Search results
Results from the WOW.Com Content Network
The bank came to be known as the "priests' bank"; one chairman was Franco Ratti, nephew to Pope Pius XI. In the 1960s, the bank began to expand its business, opening a holding company in Luxembourg in 1963 which came to be known as Banco Ambrosiano Holding. This was under the direction of Carlo Canesi, then a senior manager, and from 1965 chairman.
The Pope would again meet Vietnamese leader Trần Đại Quang and his associates in Vatican in 2016. [66] Vietnam remains as the only Asian communist country to have an unofficial representative of the Vatican in the country and has held official to unofficial meetings with the Vatican's representatives both in Vietnam and the Holy See ...
The Institute for the Works of Religion (Italian: Istituto per le Opere di Religione; Latin: Institutum pro Operibus Religionis; abbreviated IOR), [4] [5] commonly known as the Vatican Bank, is a financial institution [2] that is situated inside Vatican City and run by a Board of Superintendence, which reports to a Commission of Cardinals and ...
What links here; Related changes; Upload file; Special pages; Permanent link; Page information; Get shortened URL; Download QR code
7 January 2021 – Australia's financial watchdog is reviewing calculations for transfers worth US$1.8 billion sent to the country from the Vatican since 2014, after the Vatican and the Australian Church call for clarification. The transfers ranged from yearly totals of A$71.6 million (US$55.2 million) in 2014 to A$581.3 million in 2017, with ...
1 Archbishop Paul Nguyễn Văn Bình: November 24, 1960 – November 23, 1976 Remained as Archbishop [11] Metropolitan Archbishops of Thành-Phô Hô Chí Minh: 1 Archbishop Paul Nguyễn Văn Bình November 23, 1976 – July 01, 1995 Died in office [12] – Bishop Nicolas Huỳnh Văn Nghi: 1993 – March 01, 1998: Apostolic Administrator: 2
The government of the Socialist Republic of Vietnam maintains that between 2 September 1945 and 2 July 1976 only the Democratic Republic of Vietnam and the Republic of South Vietnam were legitimate governments and that any rival governments were illegal ("reactionary" or "counter-revolutionary") organisations. This template excludes:
The Holy See managed its affairs in Vietnam through a Delegation to Indochina established on 20 May 1925. [2] Pope John XXIII changed its name to the Delegation to Vietnam and Cambodia on 17 June 1964. [3] Such relations as existed between the Holy See and the government ended with the formation of the Socialist Republic of Vietnam in 1976.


■ **TASK GOAL**: Read through the listing below and return only the lines containing "economy".

::::::::::

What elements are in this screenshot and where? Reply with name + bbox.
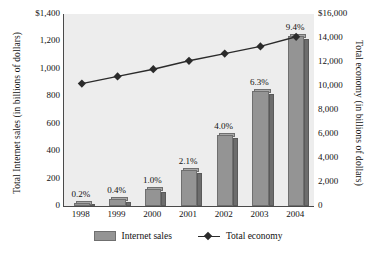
bar-value-label: 2.1%	[165, 156, 211, 166]
y-axis-left-tick-label: 800	[16, 90, 60, 100]
chart-figure: Total Internet sales (in billions of dol…	[0, 0, 380, 255]
line-series	[64, 14, 314, 206]
y-axis-right-tick-label: 0	[318, 200, 364, 210]
chart-legend: Internet sales Total economy	[63, 228, 313, 244]
y-axis-left-tick-label: 1,200	[16, 35, 60, 45]
legend-bar-swatch-icon	[94, 231, 116, 241]
y-axis-left-tick-label: 600	[16, 118, 60, 128]
plot-inner	[64, 14, 314, 206]
y-axis-right-tick-label: 10,000	[318, 80, 364, 90]
line-marker-diamond-icon	[256, 42, 264, 50]
plot-area	[63, 14, 314, 207]
line-marker-diamond-icon	[221, 49, 229, 57]
bar-value-label: 9.4%	[272, 22, 318, 32]
line-marker-diamond-icon	[113, 72, 121, 80]
y-axis-right-tick-label: $16,000	[318, 8, 364, 18]
y-axis-right-tick-label: 6,000	[318, 128, 364, 138]
bar-value-label: 0.4%	[94, 185, 140, 195]
line-marker-diamond-icon	[185, 57, 193, 65]
bar-value-label: 4.0%	[201, 121, 247, 131]
legend-item-total-economy: Total economy	[198, 231, 283, 241]
legend-label-total-economy: Total economy	[226, 231, 283, 241]
y-axis-right-tick-label: 12,000	[318, 56, 364, 66]
y-axis-left-tick-label: 1,000	[16, 63, 60, 73]
y-axis-left-tick-label: 0	[16, 200, 60, 210]
line-marker-diamond-icon	[78, 79, 86, 87]
y-axis-left-tick-label: $1,400	[16, 8, 60, 18]
y-axis-right-tick-label: 2,000	[318, 176, 364, 186]
y-axis-left-tick-label: 400	[16, 145, 60, 155]
y-axis-right-tick-label: 14,000	[318, 32, 364, 42]
y-axis-left-tick-label: 200	[16, 173, 60, 183]
x-axis-tick-label: 2004	[273, 209, 317, 219]
legend-line-swatch-icon	[198, 232, 220, 240]
line-marker-diamond-icon	[149, 65, 157, 73]
y-axis-right-tick-label: 4,000	[318, 152, 364, 162]
bar-value-label: 6.3%	[236, 77, 282, 87]
legend-item-internet-sales: Internet sales	[94, 231, 172, 241]
y-axis-right-tick-label: 8,000	[318, 104, 364, 114]
line-marker-diamond-icon	[292, 33, 300, 41]
legend-label-internet-sales: Internet sales	[122, 231, 172, 241]
bar-value-label: 1.0%	[129, 175, 175, 185]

::::::::::

■ **TASK ANSWER**:
chart-legend: Internet sales Total economy	[63, 228, 313, 244]
legend-item-total-economy: Total economy	[198, 231, 283, 241]
legend-label-total-economy: Total economy	[226, 231, 283, 241]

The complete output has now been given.